Tell me what you think!

Seems like a winner to me.

george graves:
subscribed

HLA-27b:
no criticism but some questions

first of all I wonder what software was used for the schematic. Magazines used to be full with these and sure they look nice.
second..As far as I get it the R17 is the current sense resistor, but what does the R15 do then?
and lastly..the voltage reference for the entire circuit is the LM7815 but it also carries all the current. Is this a good topology?
 

FenderBender:

--- Quote from: Electronics DIY  on April 23, 2012, 09:01:30 pm ---R15 ensures that capacitive loads with low effective resistance do not make the control loop unstable.

--- End quote ---

Whatever that means...

And.


--- Quote from: Electronics DIY  on April 23, 2012, 09:01:30 pm ---Frequently in simple designs the amplifier is not powered from a regulated supply, which can lead to an unstable current regulation loop. This circuit avoids the difficulty by using a low-cost fixed voltage regulator to supply the feedback circuit with a stable voltage. This arrangement greatly simplifies current measurement and regulation.

--- End quote ---

So I guess there is some purpose though it would probably work okay without it. This designer does seem to understand electronics so I won't doubt him too much.

free_electron:

--- Quote from: HAL-42b on April 23, 2012, 08:47:48 pm ---no criticism but some questions

first of all I wonder what software was used for the schematic.
--- End quote ---

looks like an elektor symbol sceme. they used McCad for a long time + ultiboard to do PCb. they switched to Altium in 2004 and recreated that style library in Altium as well. i know there's eople that have done this for eagle as well.

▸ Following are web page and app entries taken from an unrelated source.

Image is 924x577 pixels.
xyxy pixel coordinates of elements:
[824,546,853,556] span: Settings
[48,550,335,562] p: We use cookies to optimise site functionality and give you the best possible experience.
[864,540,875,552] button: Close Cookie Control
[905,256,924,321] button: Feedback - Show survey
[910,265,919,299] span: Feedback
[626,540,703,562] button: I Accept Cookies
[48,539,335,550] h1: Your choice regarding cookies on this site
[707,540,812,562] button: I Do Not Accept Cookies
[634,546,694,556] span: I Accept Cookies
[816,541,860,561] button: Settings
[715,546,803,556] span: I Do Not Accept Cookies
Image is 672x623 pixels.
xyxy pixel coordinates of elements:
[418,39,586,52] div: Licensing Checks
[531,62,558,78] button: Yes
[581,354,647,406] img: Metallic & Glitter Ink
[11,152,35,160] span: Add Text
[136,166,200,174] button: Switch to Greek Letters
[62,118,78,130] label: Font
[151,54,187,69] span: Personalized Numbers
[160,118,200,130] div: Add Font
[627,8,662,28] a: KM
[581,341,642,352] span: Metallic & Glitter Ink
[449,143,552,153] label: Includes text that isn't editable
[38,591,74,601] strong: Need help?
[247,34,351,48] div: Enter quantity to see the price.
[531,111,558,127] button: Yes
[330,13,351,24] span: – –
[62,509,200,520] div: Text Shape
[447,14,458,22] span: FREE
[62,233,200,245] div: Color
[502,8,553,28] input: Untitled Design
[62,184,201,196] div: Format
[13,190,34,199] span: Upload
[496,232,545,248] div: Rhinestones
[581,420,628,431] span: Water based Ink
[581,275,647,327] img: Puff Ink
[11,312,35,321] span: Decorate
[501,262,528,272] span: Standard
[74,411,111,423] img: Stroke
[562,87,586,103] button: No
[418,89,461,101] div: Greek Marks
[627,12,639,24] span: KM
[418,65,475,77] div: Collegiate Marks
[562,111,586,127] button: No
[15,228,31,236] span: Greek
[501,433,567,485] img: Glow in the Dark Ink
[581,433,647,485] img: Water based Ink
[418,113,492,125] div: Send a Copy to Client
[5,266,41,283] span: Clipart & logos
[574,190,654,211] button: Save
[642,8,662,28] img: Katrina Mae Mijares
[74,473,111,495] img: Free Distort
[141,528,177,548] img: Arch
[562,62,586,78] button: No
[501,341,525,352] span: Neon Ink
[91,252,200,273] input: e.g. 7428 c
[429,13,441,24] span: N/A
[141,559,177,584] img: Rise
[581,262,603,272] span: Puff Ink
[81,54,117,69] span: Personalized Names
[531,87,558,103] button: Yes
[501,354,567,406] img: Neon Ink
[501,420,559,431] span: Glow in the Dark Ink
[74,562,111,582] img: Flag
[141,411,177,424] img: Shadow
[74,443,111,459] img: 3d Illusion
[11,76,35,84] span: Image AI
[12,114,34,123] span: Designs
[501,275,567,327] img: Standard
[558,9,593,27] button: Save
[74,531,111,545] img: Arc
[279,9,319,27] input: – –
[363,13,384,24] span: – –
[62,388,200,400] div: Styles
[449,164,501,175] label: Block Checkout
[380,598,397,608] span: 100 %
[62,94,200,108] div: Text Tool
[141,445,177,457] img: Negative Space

as for the design ... what a hairball..
the reason this thing has a tendency to oscillate is that he is using an n-mos as a top side driver.
Give more output voltage -> Vgs diminishes until the opamp can catch up thus the mos conducts less, opamp overshoots
in other words : the opamp and the mosfet are fighting each other constantly in the regulation loop.

how does he fight it ? by adding AC feedback to dampen the opamp.